Afghans being forced to resort to desperate measures to escape to the UK, veterans minister reveals
AFGHANS are resorting to desperate measures to try and escape to the UK, a minister has revealed.
Johnny Mercer said he still receives calls for help ahead of the two year anniversary of the west’s withdrawal from Afghanistan.
The Veterans’ Affairs Minister told the Sun on Sunday: “I had a letter overnight from an Afghan with a picture of his daughter saying he was going to sell his daughter today if I didn’t get him out of Afghanistan.
“And I’m sat there with my own three daughters having lunch. It’s horrific and it remains a human catastrophe what has happened in that country.”

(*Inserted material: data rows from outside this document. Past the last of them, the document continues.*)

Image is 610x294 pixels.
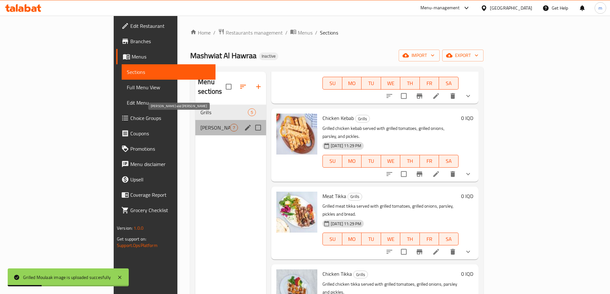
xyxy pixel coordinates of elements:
[461,167,476,182] button: show more
[362,155,381,168] button: TU
[420,233,439,246] button: FR
[345,235,359,244] span: MO
[248,110,256,116] span: 5
[259,53,278,60] div: Inactive
[461,244,476,260] button: show more
[442,235,456,244] span: SA
[397,89,411,103] span: Select to update
[276,192,317,233] img: Meat Tikka
[325,157,339,166] span: SU
[116,203,216,218] a: Grocery Checklist
[432,248,440,256] a: Edit menu item
[218,29,283,37] a: Restaurants management
[130,207,210,214] span: Grocery Checklist
[322,77,342,90] button: SU
[400,233,420,246] button: TH
[298,29,313,37] span: Menus
[285,29,288,37] li: /
[362,233,381,246] button: TU
[322,202,459,218] p: Grilled meat tikka served with grilled tomatoes, grilled onions, parsley, pickles and bread.
[328,221,364,227] span: [DATE] 11:29 PM
[230,124,238,132] div: items
[130,160,210,168] span: Menu disclaimer
[130,37,210,45] span: Branches
[403,157,417,166] span: TH
[400,77,420,90] button: TH
[420,4,460,12] div: Menu-management
[464,248,472,256] svg: Show Choices
[445,88,461,104] button: delete
[23,274,111,281] div: Grilled Moulaak image is uploaded succesfully
[364,235,379,244] span: TU
[432,92,440,100] a: Edit menu item
[127,68,210,76] span: Sections
[381,77,401,90] button: WE
[116,110,216,126] a: Choice Groups
[116,157,216,172] a: Menu disclaimer
[364,79,379,88] span: TU
[116,34,216,49] a: Branches
[322,269,352,279] span: Chicken Tikka
[347,193,362,201] div: Grills
[342,77,362,90] button: MO
[117,224,133,233] span: Version:
[439,77,459,90] button: SA
[412,167,427,182] button: Branch-specific-item
[412,244,427,260] button: Branch-specific-item
[290,29,313,37] a: Menus
[461,192,473,201] h6: 0 IQD
[442,50,484,61] button: export
[400,155,420,168] button: TH
[420,77,439,90] button: FR
[325,79,339,88] span: SU
[315,29,317,37] li: /
[325,235,339,244] span: SU
[322,113,354,123] span: Chicken Kebab
[222,80,235,94] span: Select all sections
[116,141,216,157] a: Promotions
[134,224,143,233] span: 1.0.0
[127,84,210,91] span: Full Menu View
[445,167,461,182] button: delete
[195,120,266,135] div: [PERSON_NAME] and [PERSON_NAME]7edit
[464,170,472,178] svg: Show Choices
[248,109,256,116] div: items
[320,29,338,37] span: Sections
[355,115,370,123] div: Grills
[362,77,381,90] button: TU
[384,235,398,244] span: WE
[384,157,398,166] span: WE
[353,271,368,279] div: Grills
[235,79,251,94] span: Sort sections
[439,155,459,168] button: SA
[445,244,461,260] button: delete
[442,157,456,166] span: SA
[342,233,362,246] button: MO
[461,88,476,104] button: show more
[322,155,342,168] button: SU
[190,29,484,37] nav: breadcrumb
[117,241,158,250] a: Support.OpsPlatform
[116,18,216,34] a: Edit Restaurant
[348,193,362,200] span: Grills
[122,64,216,80] a: Sections
[461,270,473,279] h6: 0 IQD
[447,52,478,60] span: export
[599,4,602,12] span: m
[190,48,257,63] span: Mashwiat Al Hawraa
[130,130,210,137] span: Coupons
[397,167,411,181] span: Select to update
[116,49,216,64] a: Menus
[422,79,437,88] span: FR
[130,191,210,199] span: Coverage Report
[230,125,238,131] span: 7
[381,233,401,246] button: WE
[130,22,210,30] span: Edit Restaurant
[461,114,473,123] h6: 0 IQD
[354,271,368,279] span: Grills
[195,102,266,138] nav: Menu sections
[117,235,146,243] span: Get support on:
[322,233,342,246] button: SU
[226,29,283,37] span: Restaurants management
[432,170,440,178] a: Edit menu item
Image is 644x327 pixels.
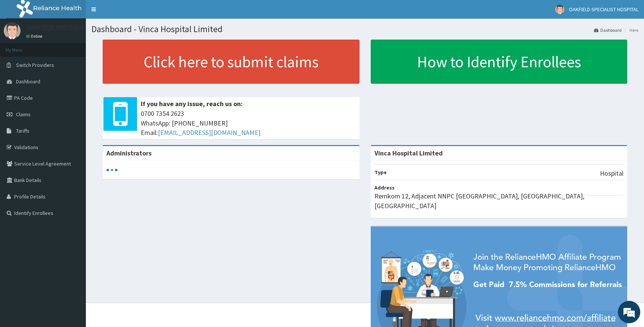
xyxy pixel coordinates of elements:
[26,24,119,31] p: OAKFIELD SPECIALIST HOSPITAL
[26,34,44,39] a: Online
[594,27,621,33] a: Dashboard
[16,78,40,85] span: Dashboard
[4,23,21,39] img: User Image
[106,164,118,175] svg: audio-loading
[622,27,638,33] li: Here
[91,24,638,34] h1: Dashboard - Vinca Hospital Limited
[375,149,443,157] strong: Vinca Hospital Limited
[103,40,360,84] a: Click here to submit claims
[375,184,394,191] b: Address
[16,111,31,118] span: Claims
[569,6,638,13] span: OAKFIELD SPECIALIST HOSPITAL
[16,62,54,69] span: Switch Providers
[555,5,564,14] img: User Image
[106,149,151,157] b: Administrators
[370,40,627,84] a: How to Identify Enrollees
[375,191,624,210] p: Remkom 12, Adjacent NNPC [GEOGRAPHIC_DATA], [GEOGRAPHIC_DATA], [GEOGRAPHIC_DATA]
[141,99,242,108] b: If you have any issue, reach us on:
[600,168,623,178] p: Hospital
[141,109,356,138] span: 0700 7354 2623 WhatsApp: [PHONE_NUMBER] Email:
[375,169,387,175] b: Type
[16,127,29,134] span: Tariffs
[158,128,260,137] a: [EMAIL_ADDRESS][DOMAIN_NAME]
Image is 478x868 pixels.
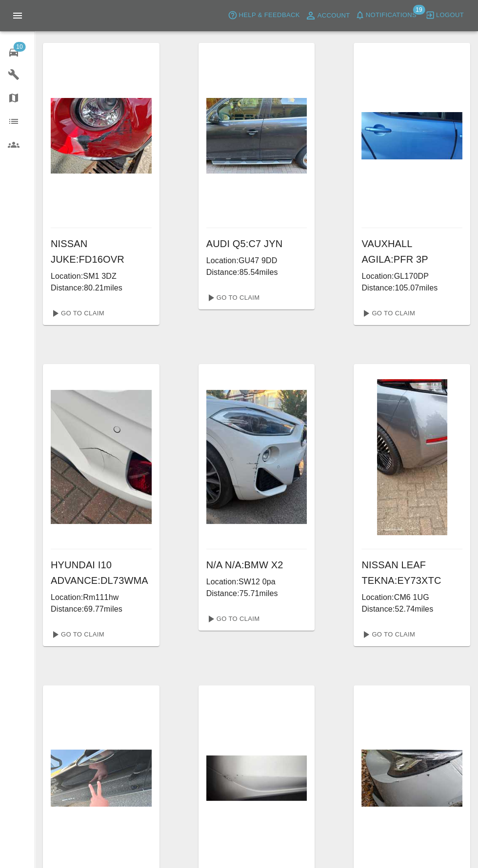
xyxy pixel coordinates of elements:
a: Go To Claim [203,612,262,627]
a: Go To Claim [47,627,107,642]
p: Location: Rm111hw [51,592,152,604]
h6: HYUNDAI I10 ADVANCE : DL73WMA [51,557,152,588]
h6: VAUXHALL AGILA : PFR 3P [361,236,462,267]
p: Location: GU47 9DD [206,255,307,267]
span: Notifications [365,10,417,21]
span: Help & Feedback [238,10,299,21]
h6: AUDI Q5 : C7 JYN [206,236,307,252]
p: Distance: 75.71 miles [206,588,307,600]
a: Account [303,8,352,23]
a: Go To Claim [357,627,417,642]
span: Logout [436,10,463,21]
a: Go To Claim [47,305,107,321]
p: Location: SW12 0pa [206,577,307,588]
p: Distance: 69.77 miles [51,604,152,615]
span: Account [317,10,350,22]
a: Go To Claim [357,305,417,321]
span: 10 [13,42,25,52]
h6: NISSAN JUKE : FD16OVR [51,236,152,267]
h6: NISSAN LEAF TEKNA : EY73XTC [361,557,462,588]
button: Logout [423,8,466,23]
a: Go To Claim [203,290,262,305]
button: Open drawer [6,4,29,27]
button: Help & Feedback [225,8,302,23]
h6: N/A N/A : BMW X2 [206,557,307,573]
p: Location: CM6 1UG [361,592,462,604]
p: Location: GL170DP [361,270,462,282]
p: Distance: 52.74 miles [361,604,462,615]
p: Distance: 105.07 miles [361,282,462,294]
span: 19 [412,5,425,15]
button: Notifications [352,8,419,23]
p: Location: SM1 3DZ [51,270,152,282]
p: Distance: 80.21 miles [51,282,152,294]
p: Distance: 85.54 miles [206,267,307,278]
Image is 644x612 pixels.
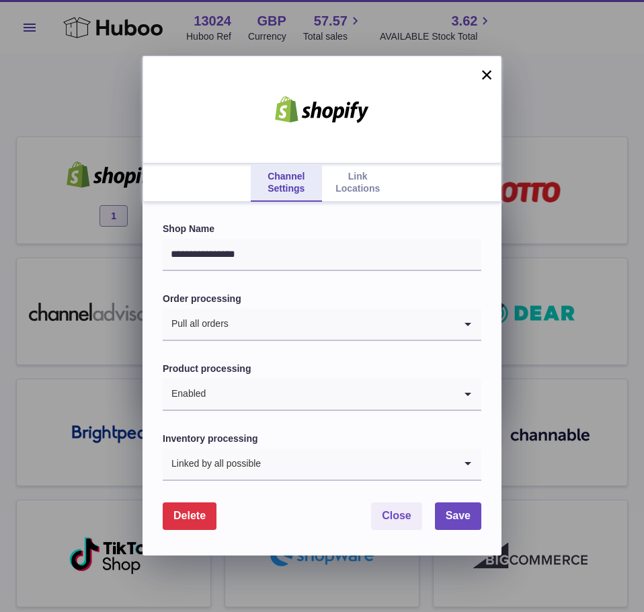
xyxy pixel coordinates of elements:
span: Linked by all possible [163,448,262,479]
button: × [479,67,495,83]
div: Search for option [163,378,481,411]
input: Search for option [229,309,454,340]
div: Search for option [163,309,481,341]
span: Pull all orders [163,309,229,340]
a: Link Locations [322,164,393,202]
label: Inventory processing [163,432,481,445]
div: Search for option [163,448,481,481]
input: Search for option [206,378,454,409]
button: Save [435,502,481,530]
label: Order processing [163,292,481,305]
span: Delete [173,510,206,521]
label: Shop Name [163,223,481,235]
img: shopify [265,96,379,123]
button: Delete [163,502,216,530]
span: Close [382,510,411,521]
span: Enabled [163,378,206,409]
a: Channel Settings [251,164,322,202]
button: Close [371,502,422,530]
label: Product processing [163,362,481,375]
input: Search for option [262,448,454,479]
span: Save [446,510,471,521]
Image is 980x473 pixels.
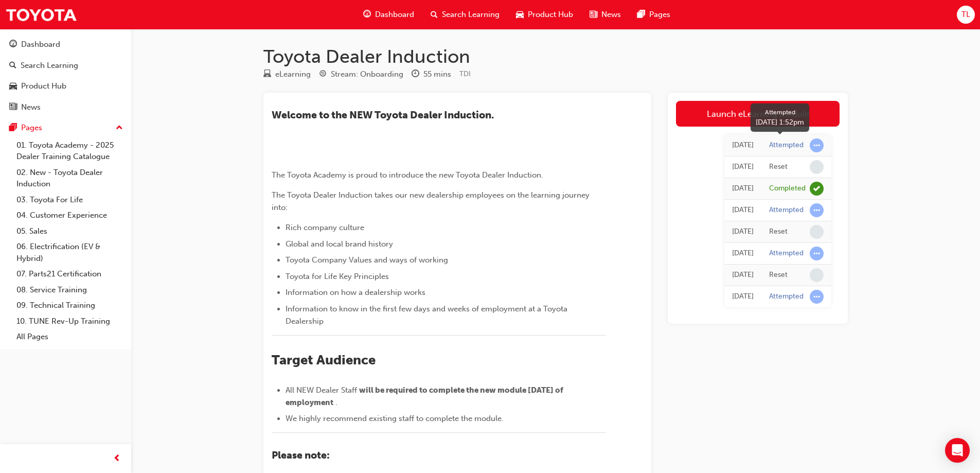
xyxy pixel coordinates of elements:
span: will be required to complete the new module [DATE] of employment [285,385,565,407]
span: learningRecordVerb_ATTEMPT-icon [810,247,824,261]
a: 01. Toyota Academy - 2025 Dealer Training Catalogue [13,138,127,164]
div: Tue Aug 12 2025 13:52:03 GMT+1000 (Australian Eastern Standard Time) [732,140,754,151]
a: search-iconSearch Learning [422,4,508,26]
div: [DATE] 1:52pm [756,117,805,128]
span: Product Hub [528,9,574,21]
span: news-icon [9,103,17,112]
div: Duration [411,68,452,81]
span: ​Welcome to the NEW Toyota Dealer Induction. [272,109,494,121]
span: Rich company culture [285,222,364,232]
div: Attempted [769,141,804,150]
a: 06. Electrification (EV & Hybrid) [13,239,127,266]
div: Type [264,68,311,81]
div: Attempted [756,107,805,117]
button: DashboardSearch LearningProduct HubNews [4,32,127,118]
span: search-icon [9,61,17,71]
div: Open Intercom Messenger [946,438,970,462]
a: 10. TUNE Rev-Up Training [13,314,127,329]
a: pages-iconPages [630,4,679,26]
span: prev-icon [113,452,121,465]
div: 55 mins [423,69,452,81]
span: up-icon [116,121,123,135]
span: guage-icon [363,8,371,21]
div: Wed Apr 30 2025 09:16:45 GMT+1000 (Australian Eastern Standard Time) [732,248,754,260]
span: learningRecordVerb_ATTEMPT-icon [810,289,824,304]
a: 03. Toyota For Life [13,192,127,207]
div: Search Learning [21,60,79,72]
a: 04. Customer Experience [13,207,127,223]
span: learningRecordVerb_ATTEMPT-icon [810,204,824,217]
span: car-icon [9,82,17,91]
div: Attempted [769,206,804,215]
span: clock-icon [411,70,419,80]
span: Information on how a dealership works [285,287,426,297]
div: Completed [769,184,806,194]
span: Toyota Company Values and ways of working [285,255,449,265]
a: 02. New - Toyota Dealer Induction [13,164,127,192]
span: The Toyota Dealer Induction takes our new dealership employees on the learning journey into: [272,191,592,212]
span: pages-icon [638,8,645,21]
span: pages-icon [9,124,17,133]
div: Attempted [769,249,804,259]
span: Dashboard [375,9,414,21]
a: news-iconNews [582,4,630,26]
div: Wed Apr 30 2025 16:26:21 GMT+1000 (Australian Eastern Standard Time) [732,205,754,216]
span: All NEW Dealer Staff [285,385,357,394]
a: Product Hub [4,77,127,95]
span: Please note: [272,449,330,461]
div: Stream: Onboarding [331,69,403,81]
span: . [336,397,337,407]
div: Thu May 01 2025 10:00:00 GMT+1000 (Australian Eastern Standard Time) [732,183,754,195]
div: Attempted [769,292,804,302]
span: We highly recommend existing staff to complete the module. [285,414,504,423]
span: learningRecordVerb_COMPLETE-icon [810,182,824,196]
div: Dashboard [21,38,60,50]
span: guage-icon [9,40,17,49]
div: Product Hub [21,81,66,92]
a: 07. Parts21 Certification [13,266,127,282]
span: Toyota for Life Key Principles [285,271,389,281]
div: Reset [769,162,788,172]
span: news-icon [589,8,597,21]
a: All Pages [13,328,127,344]
span: News [601,9,621,21]
span: TL [962,9,971,21]
a: car-iconProduct Hub [508,4,582,26]
a: Dashboard [4,35,127,54]
span: Global and local brand history [285,239,394,249]
img: Trak [5,3,77,27]
a: Launch eLearning module [676,101,840,127]
button: Pages [4,118,127,138]
span: Target Audience [272,352,376,368]
div: Tue Aug 12 2025 13:52:02 GMT+1000 (Australian Eastern Standard Time) [732,161,754,173]
div: Reset [769,270,788,280]
div: Wed Apr 30 2025 09:16:44 GMT+1000 (Australian Eastern Standard Time) [732,269,754,281]
span: search-icon [431,8,438,21]
span: learningRecordVerb_ATTEMPT-icon [810,139,824,152]
a: guage-iconDashboard [355,4,422,26]
span: Pages [649,9,671,21]
span: target-icon [319,70,327,80]
h1: Toyota Dealer Induction [264,45,848,68]
div: Pages [21,122,42,134]
span: Information to know in the first few days and weeks of employment at a Toyota Dealership [285,304,570,325]
a: 05. Sales [13,223,127,239]
div: Wed Apr 09 2025 12:04:09 GMT+1000 (Australian Eastern Standard Time) [732,291,754,303]
button: TL [957,6,975,24]
div: News [21,101,40,113]
span: learningResourceType_ELEARNING-icon [264,70,272,80]
span: car-icon [517,8,523,21]
div: eLearning [276,69,311,81]
span: learningRecordVerb_NONE-icon [810,268,824,282]
div: Wed Apr 30 2025 16:26:20 GMT+1000 (Australian Eastern Standard Time) [732,226,754,238]
span: learningRecordVerb_NONE-icon [810,225,824,239]
a: Search Learning [4,56,127,75]
a: 09. Technical Training [13,297,127,314]
span: learningRecordVerb_NONE-icon [810,160,824,174]
div: Reset [769,227,788,237]
span: The Toyota Academy is proud to introduce the new Toyota Dealer Induction. [272,170,543,180]
span: Learning resource code [459,70,471,79]
div: Stream [319,68,403,81]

Harrowing reports have emerged from the country including parents selling their children and organs to feed starving families.
Mr Mercer admitted some people who helped the British had been left behind after the Taliban takeover in August 2021.
He said he wanted to see a “clear and professional pathway” to get those people out and into settled accommodation in the UK.
The UK government is set to close the final 15 hotels still housing Afghan refugees next week.
Mr Mercer insisted they had been “super generous” and it was “unfair” to keep Afghan refugees in hotels any longer.
More than 24,000 relocated to the UK after the Taliban seized Kabul two years ago.
Around 8,000 Afghans living in hotels at a cost of £1 million a day were served with a three month notice at the end of May. Around 2,000 were still in hotels this weekend, with properties in the pipeline.
Critics including Labour’s shadow immigration minister Stephen Kinnock claimed Afghans were being “thrown out onto the street”.
But Mr Mercer, who served in Afghanistan, hit back accusing Kinnock of “just standing on the side lines and throwing rocks”.
He went on: “There’s nothing compassionate about those who’ve criticised me, or the scheme, who would end up leaving these people in hotels for years and years.”
The vast majority of Afghan heroes and their families have been offered settled accommodation before the hotels close.
It is understood a small minority have presented as homeless after rejecting offers of properties because they wanted to stay in expensive areas like London where there is no accommodation.
Official Home Office figures this week revealed Afghans made up the most common nationality of people who made the perilous small boat crossing in the first half of this year.
Mr Mercer added: “The truth is France is a safe country and if they are entitled to be relocated to the UK under the [Afghan relocation] scheme they can apply from a third country.
“I’m afraid I feel very strongly against those who are taking this journey and risking their family’s lives.”